Smart bandages to use real-time 5G connectivity

via Flickr © C+H (CC BY-SA 2.0)

via Flickr © C+H (CC BY-SA 2.0)

  • Smart bandage uses multi-technology approach
  • Low power 5G, nano technology sensors and 3D printing 
  • Trials start now, availability in a year or so if successful

Not so much a killer app for 5G and IoT, hopefully more a life-saving one. The University of Swansea in Wales has pulled together what it’s calling a ‘multi-technology’ approach to ‘smart bandaging’.

The goal is to have a doctor or clinician put on a bandage and have it stay on until the wound is healed;  rather than have the patient travel back to the hospital to endure the discomfort of having the wound exposed and re-dressed  to ensure the healing is on-track, but in the process adding to the risk of reinfection (dangerous places, hospitals).  

To make sure things like infections and blood clots aren’t happening under the dressing  and out of sight, nano-sensors are implanted in a bandage and are able to pick up data on a wound’s condition. The low power 5G IoT technology also resident in the nano devices can transmit the sensor data, in real time, back to the clinic.  

That data is backed up by secondary systems which can give a more holistic view of the patient’s state of health - this part of the monitoring can be accomplished with what sounds like advanced ‘off-the-shelf’ fitness tracking technology. In addition to logging movement, these are also able to return heartbeat and dietary indicators. The data, of course, is usually returned via bluetooth to the patient’s ‘personal wireless unit’ (smartphone) and on to the clinic so that a rounded assessment of a patient’s wound condition can be made and treatment adjusted, drugs changed and so on. It becomes a way of fine tuning treatment to individual needs.

The bandages are to be tested over the next 12 months under a £1.3 billion Swansea Bay City programme, all part of a scheme to make Swansea a 5G testing hub.  

This is a nice 5G/ IoT application because it is very much multi-technology: there’s the nano sensors and radio tech, the wearable health trackers and the use of 3D printers to build the bandages and embed the sensors, the last being particularly important as a means of enabling the technique to be rolled out economically should the tests deem the bandage technology a success.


» **TASK PROMPT**:
Reproduce the opening lines of the records exactly, please, stopping after the line that contains "Image is 700x592 pixels.".

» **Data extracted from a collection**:
━━━━━━━━━━━━━━━━━━━━
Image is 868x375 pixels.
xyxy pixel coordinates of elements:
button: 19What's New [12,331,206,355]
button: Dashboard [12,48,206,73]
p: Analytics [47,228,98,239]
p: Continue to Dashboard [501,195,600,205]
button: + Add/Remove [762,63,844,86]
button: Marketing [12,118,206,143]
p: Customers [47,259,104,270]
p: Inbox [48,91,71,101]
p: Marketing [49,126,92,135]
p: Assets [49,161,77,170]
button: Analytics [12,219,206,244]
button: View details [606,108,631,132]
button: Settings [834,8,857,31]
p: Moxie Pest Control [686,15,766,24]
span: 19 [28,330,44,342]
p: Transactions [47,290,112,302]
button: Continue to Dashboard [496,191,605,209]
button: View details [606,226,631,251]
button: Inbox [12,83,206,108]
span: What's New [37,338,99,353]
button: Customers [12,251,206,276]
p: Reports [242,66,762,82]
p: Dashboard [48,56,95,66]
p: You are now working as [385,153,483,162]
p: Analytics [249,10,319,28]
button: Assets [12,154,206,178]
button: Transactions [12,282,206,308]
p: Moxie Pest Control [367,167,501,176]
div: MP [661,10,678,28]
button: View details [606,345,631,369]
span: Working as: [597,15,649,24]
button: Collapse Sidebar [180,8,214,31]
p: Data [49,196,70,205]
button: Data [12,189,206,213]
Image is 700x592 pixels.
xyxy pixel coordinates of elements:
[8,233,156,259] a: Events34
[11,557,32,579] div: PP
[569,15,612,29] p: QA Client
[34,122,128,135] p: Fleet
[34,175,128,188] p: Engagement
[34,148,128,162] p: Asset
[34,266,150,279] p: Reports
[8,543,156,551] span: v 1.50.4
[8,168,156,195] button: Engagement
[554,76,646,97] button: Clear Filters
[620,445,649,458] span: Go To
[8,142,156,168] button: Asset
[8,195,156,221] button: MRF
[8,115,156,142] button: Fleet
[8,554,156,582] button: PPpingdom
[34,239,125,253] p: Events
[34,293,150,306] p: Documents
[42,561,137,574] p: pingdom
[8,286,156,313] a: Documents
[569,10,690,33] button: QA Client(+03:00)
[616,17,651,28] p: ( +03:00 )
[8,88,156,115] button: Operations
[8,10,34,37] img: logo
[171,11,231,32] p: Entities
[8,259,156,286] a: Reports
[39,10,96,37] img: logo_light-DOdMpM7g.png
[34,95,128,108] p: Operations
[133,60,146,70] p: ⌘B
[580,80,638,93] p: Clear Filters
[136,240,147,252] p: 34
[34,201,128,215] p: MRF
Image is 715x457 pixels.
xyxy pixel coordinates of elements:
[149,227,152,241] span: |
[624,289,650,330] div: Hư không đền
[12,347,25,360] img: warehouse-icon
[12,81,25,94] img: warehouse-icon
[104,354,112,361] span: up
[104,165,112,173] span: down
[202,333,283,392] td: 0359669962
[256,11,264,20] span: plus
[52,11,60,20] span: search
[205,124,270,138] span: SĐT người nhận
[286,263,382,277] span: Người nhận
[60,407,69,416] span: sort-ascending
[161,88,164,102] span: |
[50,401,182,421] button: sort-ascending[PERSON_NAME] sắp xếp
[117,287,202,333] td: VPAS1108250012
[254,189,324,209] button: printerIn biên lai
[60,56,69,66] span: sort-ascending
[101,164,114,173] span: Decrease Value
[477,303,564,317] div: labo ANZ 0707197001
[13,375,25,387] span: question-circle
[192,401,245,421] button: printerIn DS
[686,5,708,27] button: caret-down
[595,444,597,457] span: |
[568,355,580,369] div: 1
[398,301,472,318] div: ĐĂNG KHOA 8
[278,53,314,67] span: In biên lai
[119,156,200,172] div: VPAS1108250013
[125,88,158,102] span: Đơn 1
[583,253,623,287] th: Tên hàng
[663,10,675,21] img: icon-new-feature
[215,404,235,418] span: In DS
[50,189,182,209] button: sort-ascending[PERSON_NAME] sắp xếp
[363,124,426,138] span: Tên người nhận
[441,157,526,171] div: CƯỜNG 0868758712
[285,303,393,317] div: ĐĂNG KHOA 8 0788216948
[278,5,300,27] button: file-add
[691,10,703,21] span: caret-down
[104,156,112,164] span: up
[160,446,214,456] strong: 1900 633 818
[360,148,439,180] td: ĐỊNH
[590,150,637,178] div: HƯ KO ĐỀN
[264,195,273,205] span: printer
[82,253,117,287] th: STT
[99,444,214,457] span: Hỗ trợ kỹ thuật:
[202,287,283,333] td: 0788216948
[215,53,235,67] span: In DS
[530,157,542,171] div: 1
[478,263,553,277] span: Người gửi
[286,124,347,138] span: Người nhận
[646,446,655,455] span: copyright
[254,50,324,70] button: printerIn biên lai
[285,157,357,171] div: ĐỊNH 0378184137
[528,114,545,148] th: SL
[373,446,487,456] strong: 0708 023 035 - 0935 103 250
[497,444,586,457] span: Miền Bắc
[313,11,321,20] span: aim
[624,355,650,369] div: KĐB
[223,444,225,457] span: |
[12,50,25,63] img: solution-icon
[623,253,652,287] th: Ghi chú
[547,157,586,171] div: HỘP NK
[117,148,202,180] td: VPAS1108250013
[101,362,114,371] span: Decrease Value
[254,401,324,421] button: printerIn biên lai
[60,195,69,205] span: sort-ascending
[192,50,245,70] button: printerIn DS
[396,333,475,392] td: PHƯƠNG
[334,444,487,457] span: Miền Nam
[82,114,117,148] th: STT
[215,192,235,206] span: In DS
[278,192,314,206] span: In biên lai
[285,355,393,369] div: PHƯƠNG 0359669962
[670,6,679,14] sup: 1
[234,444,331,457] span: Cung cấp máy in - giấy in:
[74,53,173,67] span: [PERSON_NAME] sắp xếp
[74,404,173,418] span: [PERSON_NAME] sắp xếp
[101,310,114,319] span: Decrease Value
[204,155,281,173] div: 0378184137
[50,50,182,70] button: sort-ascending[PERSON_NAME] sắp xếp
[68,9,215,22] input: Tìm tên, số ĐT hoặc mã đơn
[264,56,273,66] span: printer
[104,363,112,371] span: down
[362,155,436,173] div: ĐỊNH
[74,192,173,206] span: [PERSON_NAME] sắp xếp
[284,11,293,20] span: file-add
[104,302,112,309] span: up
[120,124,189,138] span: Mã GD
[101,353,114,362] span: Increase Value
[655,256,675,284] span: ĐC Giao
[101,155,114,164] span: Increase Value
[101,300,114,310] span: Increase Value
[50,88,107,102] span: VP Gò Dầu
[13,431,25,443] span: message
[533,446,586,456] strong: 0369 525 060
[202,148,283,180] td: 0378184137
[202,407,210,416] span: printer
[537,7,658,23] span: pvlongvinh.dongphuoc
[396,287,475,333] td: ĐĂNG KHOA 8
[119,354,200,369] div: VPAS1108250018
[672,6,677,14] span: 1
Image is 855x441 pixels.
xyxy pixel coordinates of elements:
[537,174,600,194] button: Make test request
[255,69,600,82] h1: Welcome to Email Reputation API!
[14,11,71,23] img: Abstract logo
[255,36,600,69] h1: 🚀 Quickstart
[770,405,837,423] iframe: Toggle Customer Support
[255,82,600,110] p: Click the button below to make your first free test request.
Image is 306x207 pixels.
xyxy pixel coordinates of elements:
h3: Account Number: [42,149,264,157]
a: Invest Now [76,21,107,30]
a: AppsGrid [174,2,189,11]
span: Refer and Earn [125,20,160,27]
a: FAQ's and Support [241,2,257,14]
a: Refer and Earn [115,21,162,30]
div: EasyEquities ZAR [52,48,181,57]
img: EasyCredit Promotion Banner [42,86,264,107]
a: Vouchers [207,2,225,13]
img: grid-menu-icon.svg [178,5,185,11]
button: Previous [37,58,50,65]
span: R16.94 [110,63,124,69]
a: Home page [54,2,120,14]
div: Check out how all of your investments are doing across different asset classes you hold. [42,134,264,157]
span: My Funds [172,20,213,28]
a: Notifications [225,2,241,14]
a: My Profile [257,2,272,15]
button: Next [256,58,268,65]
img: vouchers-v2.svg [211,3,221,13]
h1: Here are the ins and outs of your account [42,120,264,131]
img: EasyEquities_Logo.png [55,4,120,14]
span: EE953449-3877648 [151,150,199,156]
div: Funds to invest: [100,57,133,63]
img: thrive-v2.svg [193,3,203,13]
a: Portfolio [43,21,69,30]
━━━━━━━━━━━━━━━━━━━━
» **THE COMPLETED TASK**:
Image is 868x375 pixels.
xyxy pixel coordinates of elements:
button: 19What's New [12,331,206,355]
button: Dashboard [12,48,206,73]
p: Analytics [47,228,98,239]
p: Continue to Dashboard [501,195,600,205]
button: + Add/Remove [762,63,844,86]
button: Marketing [12,118,206,143]
p: Customers [47,259,104,270]
p: Inbox [48,91,71,101]
p: Marketing [49,126,92,135]
p: Assets [49,161,77,170]
button: Analytics [12,219,206,244]
button: View details [606,108,631,132]
button: Settings [834,8,857,31]
p: Moxie Pest Control [686,15,766,24]
span: 19 [28,330,44,342]
p: Transactions [47,290,112,302]
button: Continue to Dashboard [496,191,605,209]
button: View details [606,226,631,251]
button: Inbox [12,83,206,108]
span: What's New [37,338,99,353]
button: Customers [12,251,206,276]
p: Reports [242,66,762,82]
p: Dashboard [48,56,95,66]
p: You are now working as [385,153,483,162]
p: Analytics [249,10,319,28]
button: Assets [12,154,206,178]
button: Transactions [12,282,206,308]
p: Moxie Pest Control [367,167,501,176]
div: MP [661,10,678,28]
button: View details [606,345,631,369]
span: Working as: [597,15,649,24]
button: Collapse Sidebar [180,8,214,31]
p: Data [49,196,70,205]
button: Data [12,189,206,213]
Image is 700x592 pixels.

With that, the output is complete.